Is the mimetic function, then, always a form of work? Is that why I find it refreshing to see dogs and horses and small children on stage? Because they are what they are and they are automatically in a state of play rather than in a state of work?


I love these.


I love a dark place where we gather together, awake. Nighttime, dreamtime, but we get to be together and remember all of it. A communal, lucid dream. Dreaming doesn't have to be so lonely after all!

And while we're dreaming, yes, why does it always have to be people? This thrills me because we forget how much agency we have across the board. We fall asleep, run on autopilot. We have a billion more choices each day than we begin to remember. Eggs! Stones*! Furies!

*I got to be in a reading of Sarah Ruhl's play Eurydice at The Seattle Rep many years ago, and I played a character called Big Stone. And I got to meet her and have a beer with her, and now I'm retroactively more excited about that than ever.

And then the thing about children and animals, and work and play, that lit something in me. That quicksilver something on the loose—life force itself, maybe, before we've stiffened and clumsied it up, frozen it, ruined it—I can feel it when she describes it, hot and lively, and I feel sorry for myself that it doesn't drive my every move without interference. It would feel so good.

There's something at work play here that Sarah Ruhl is pointing to, something that wants to save us from ourselves, something revolutionary, I think. 

It made me think, for one thing, about corporate attire, and how funny it is that clothing that's shaped in these specific ways is meant to announce a certain type of human inside, powerful and serious. We all use clothing to signify something, but the rules of attire for business folk (and politicians) are so strict. There's something crazy about this. I wish I could say what made me laugh so much about it, but the arbitrariness of the sartorial rules and the self-importance of some of the people carrying them out and the planet-destroying lunacy of the decisions these crisply dressed motherfuckers make got to me. Here's a big man in a big suit! Big suit man. Where you going, big suit man? 

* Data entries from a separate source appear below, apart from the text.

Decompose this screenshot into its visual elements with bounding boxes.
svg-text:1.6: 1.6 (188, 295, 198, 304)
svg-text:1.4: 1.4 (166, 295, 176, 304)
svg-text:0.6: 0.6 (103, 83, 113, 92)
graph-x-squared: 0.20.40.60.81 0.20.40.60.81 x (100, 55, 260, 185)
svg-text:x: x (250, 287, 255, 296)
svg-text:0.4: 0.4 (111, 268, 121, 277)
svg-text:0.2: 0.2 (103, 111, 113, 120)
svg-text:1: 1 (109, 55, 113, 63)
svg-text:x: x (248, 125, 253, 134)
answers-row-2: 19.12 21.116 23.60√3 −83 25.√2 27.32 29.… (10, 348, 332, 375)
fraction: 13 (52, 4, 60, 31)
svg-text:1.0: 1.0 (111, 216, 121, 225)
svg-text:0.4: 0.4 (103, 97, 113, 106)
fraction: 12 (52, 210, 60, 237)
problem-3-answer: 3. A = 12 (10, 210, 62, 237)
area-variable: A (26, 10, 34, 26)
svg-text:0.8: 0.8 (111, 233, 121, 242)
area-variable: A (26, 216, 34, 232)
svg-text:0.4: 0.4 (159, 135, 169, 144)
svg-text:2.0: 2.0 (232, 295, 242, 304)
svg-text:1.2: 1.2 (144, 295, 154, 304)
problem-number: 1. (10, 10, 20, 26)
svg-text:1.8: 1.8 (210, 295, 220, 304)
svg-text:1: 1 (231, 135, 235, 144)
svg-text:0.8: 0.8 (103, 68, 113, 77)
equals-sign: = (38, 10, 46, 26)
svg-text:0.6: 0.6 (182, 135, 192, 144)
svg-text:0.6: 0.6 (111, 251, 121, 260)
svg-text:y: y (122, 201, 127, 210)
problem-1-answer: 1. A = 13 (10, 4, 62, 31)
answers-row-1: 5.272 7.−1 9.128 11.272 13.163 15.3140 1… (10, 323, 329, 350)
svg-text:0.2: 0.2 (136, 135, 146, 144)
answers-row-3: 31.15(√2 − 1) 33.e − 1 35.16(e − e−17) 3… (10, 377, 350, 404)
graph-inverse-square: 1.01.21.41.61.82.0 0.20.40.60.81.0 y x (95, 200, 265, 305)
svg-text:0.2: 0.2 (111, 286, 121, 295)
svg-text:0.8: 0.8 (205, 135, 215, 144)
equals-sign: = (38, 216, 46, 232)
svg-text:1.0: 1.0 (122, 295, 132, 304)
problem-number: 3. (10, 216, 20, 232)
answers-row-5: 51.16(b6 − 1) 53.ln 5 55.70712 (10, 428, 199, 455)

And it made me think about art, and artists, and the work of artists, which we don't think is serious. Look at these flibbertigibbets in their little berets, noodling around! But it's very serious. It keeps us awake, and if we don't stay awake, we'll almost certainly crash the planet into a ditch.  

That's the bid. That's the seed I was looking for, what aroused me in Ruhl's work. I was feeling wistful when I read her essays because I don't participate in the making of theater any more. I wanted to play! But then I thought about Zen teachers hitting their students with sticks at the right moment to bring them to satori, and I thought about what the Buddha said about how his teachings weren't the moon but just the finger pointing to the moon, and I felt better. Theater isn't the moon. Theater is a finger. 
Look! Look! We're alive! No, more alive! No, more than that! 

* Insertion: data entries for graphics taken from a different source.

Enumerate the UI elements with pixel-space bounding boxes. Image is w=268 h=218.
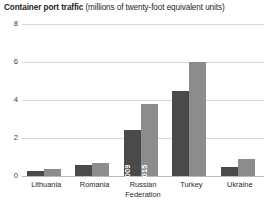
category-label-line: Federation xyxy=(114,190,172,200)
bar: 2009 xyxy=(124,130,141,176)
y-axis-tick-0: 0 xyxy=(0,172,18,180)
chart-title-main: Container port traffic xyxy=(4,3,85,12)
bar xyxy=(221,167,238,177)
chart-title-subtitle: (millions of twenty-foot equivalent unit… xyxy=(85,3,224,12)
bar xyxy=(44,169,61,176)
bar xyxy=(189,62,206,176)
chart-figure: Container port traffic (millions of twen… xyxy=(0,0,268,218)
category-axis: LithuaniaRomaniaRussianFederationTurkeyU… xyxy=(22,180,264,214)
bar-group xyxy=(22,24,70,176)
y-axis-tick-6: 6 xyxy=(0,58,18,66)
bar xyxy=(75,165,92,176)
y-axis-tick-4: 4 xyxy=(0,96,18,104)
bars-layer: 20092015 xyxy=(22,24,264,176)
bar-group xyxy=(70,24,118,176)
bar-group xyxy=(167,24,215,176)
bar xyxy=(172,91,189,177)
y-axis-tick-8: 8 xyxy=(0,20,18,28)
chart-title: Container port traffic (millions of twen… xyxy=(4,2,266,16)
bar xyxy=(92,163,109,176)
y-axis-tick-2: 2 xyxy=(0,134,18,142)
bar-group: 20092015 xyxy=(119,24,167,176)
bar: 2015 xyxy=(141,104,158,176)
bar-group xyxy=(216,24,264,176)
category-label: Ukraine xyxy=(211,180,268,190)
bar xyxy=(238,159,255,176)
category-label-line: Ukraine xyxy=(211,180,268,190)
bar xyxy=(27,171,44,176)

I don't have to make theater to ride this train. Thank goodness. The revolution that she's circling around—that unleashing of life force and awakeness—that's everybody's business. Thank god. Now I can stop trying to talk about it. Trying to talk about the ineffable is the goddamn worst. This was close enough. 

2 comments:

One Reader said...

This was so good for me to read. I appreciate the steps you are taking and putting out there.

Jeff said...

Whoa, Sarah Ruhl!! I saw her play, Eurydice, at the Yale Rep on a trip down the Connecticut River from college in autumn 2006. I caught a ride with some upperclassmen and afterward we visited the only person we knew in New Haven, who happened to be our tiny college's recently graduated token conservative who was going to Yale Law. The play was fucking awesome, and the trip felt totally surreal. But I'd totally forgotten about Ruhl since then. Holy hell that was 8 years ago. Yikes. Thanks for the pointer to her essays. Anyway just came across your blog after seeing your hilarious Stranger piece. Keep up the good work.